Monday 5 November 2012

Tall, thin and BLONDE by Dyan Sheldon

Image from Goodreads
Review by Georgina Tranter
Published by Walker Books
2nd August 2012
Pages -177
Look at them!” I said to Amy. I gestured to a table at the other side of the cafĂ©. A bunch of girls from our school were sitting together, drinking diet soda and shrieking. They all looked like Miss Perfect Teenager. You know the type. Size six and pretty, with a lot of make-up and too many teeth. We’d only been in high school for a few weeks, but I already recognised three of them. Two were cheerleaders. The other was Rosie Henley, one of the most popular girls in the entire school. Rosie Henley was tall, thin and blonde. She was so beautiful that it was hard to believe that she had ugly feet and hair on her toes like everybody else does. “They’re so shallow and immature,” I went on. “I bet all they ever talk about it boys and clothes.”
Goodreads Summary


It was like overnight Amy had become a completely different person. All of a sudden we were in high school and my buddy, my pal, was one of those girls who worry about what they eat and what they wear and who they’re friends with.
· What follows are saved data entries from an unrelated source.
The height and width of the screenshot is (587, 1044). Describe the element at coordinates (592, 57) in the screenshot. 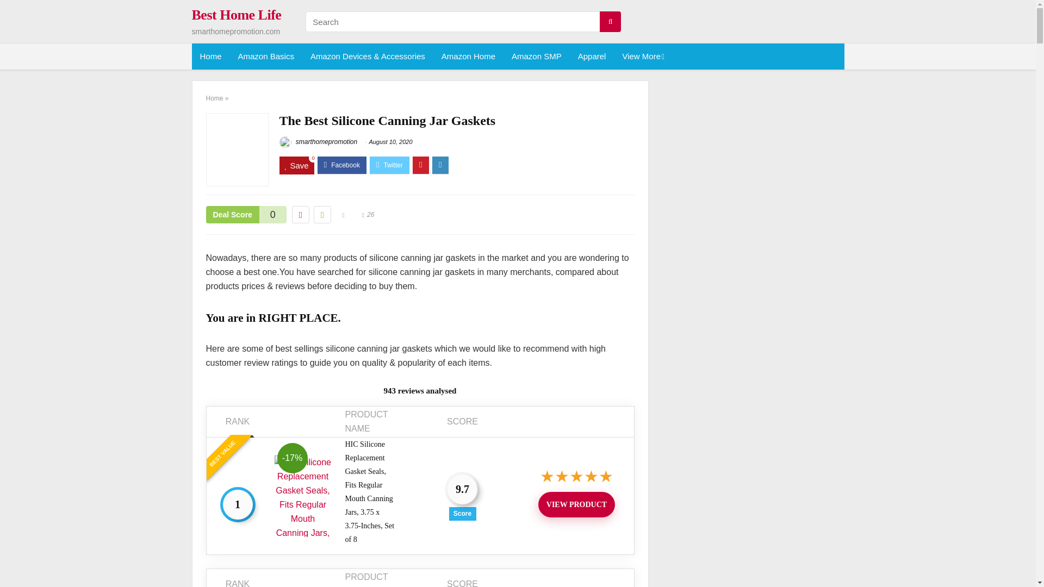

I see `Apparel` at that location.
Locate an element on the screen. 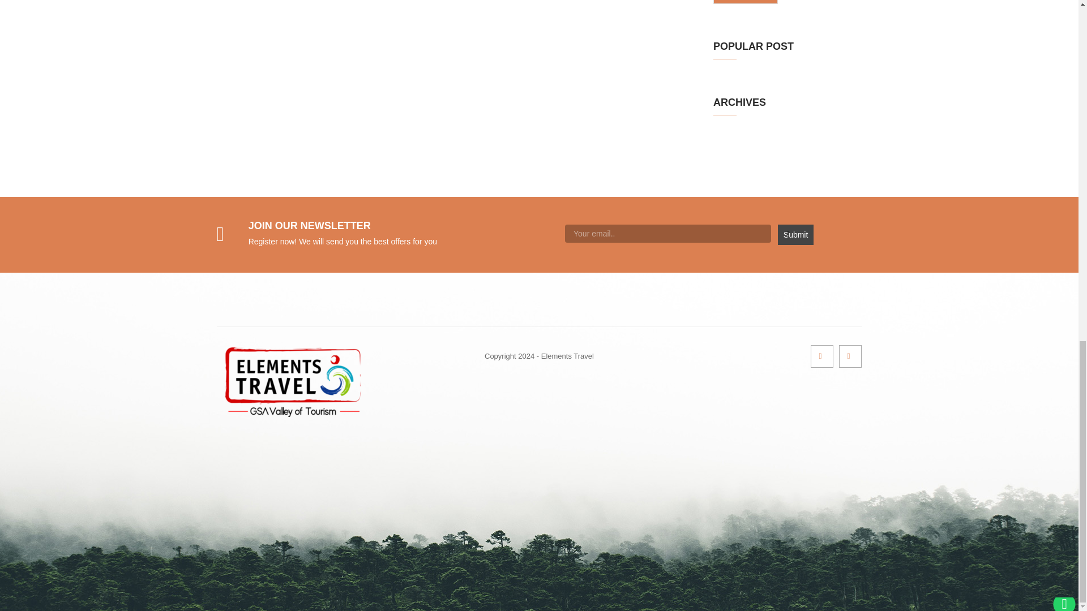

The problem was, I was still me.

**********

Jenny Kaliski and her best friend in the entire universe Amy have just started at Red Bay High School. They have always loved being different: In seventh grade Amy never wore the laces in her sneakers and Jenny always wore mismatched socks. In eighth grade, Amy had her hair spiked, and Jen had three holes pierced in her right ear. Now they are in the ninth grade and apparently they need to worry about being weird.

Overnight Amy starts to stop ordering burgers and fries, and eats salads, she gets tinted contact lenses and her hair gets blonder and straighter. Suddenly she’s on first name terms with Rosie Henley and her crowd, the ‘It’ girls; Jenny just doesn’t seem to fit in anymore.

At first Jenny tries to copy Jenny, she starts to lighten her hair, changes her clothes and even disastrously attends a school dance, but is that really who she wants to be?

This is the 8th book for young adults by Dyan Sheldon and I quite enjoyed it. I read it in one sitting and cheered for Jenny not to become something she wasn’t just because Amy had. It’s the perfect book for anyone who isn’t part of the in-crowd at school and questions whether you want to be that person for the status and belonging, or whether you would rather be who you are, regardless of what others think.

For Jenny this is a voyage of discovery, should she try to fit in with Amy’s new friends, or are the people she has been left to hang out with, the Martians, ultimately her real friends? An ideal read for anyone at secondary school who has been left questioning their own identity and how they ‘fit in’.

2 comments:

  1. Thanks very much for this review - I love Dyan Sheldon's books and I didn't know about this one. Off to the bookshop... :)

    ReplyDelete
  2. This sounds excellent. That same thing happened to my son a couple of times while he was growing up.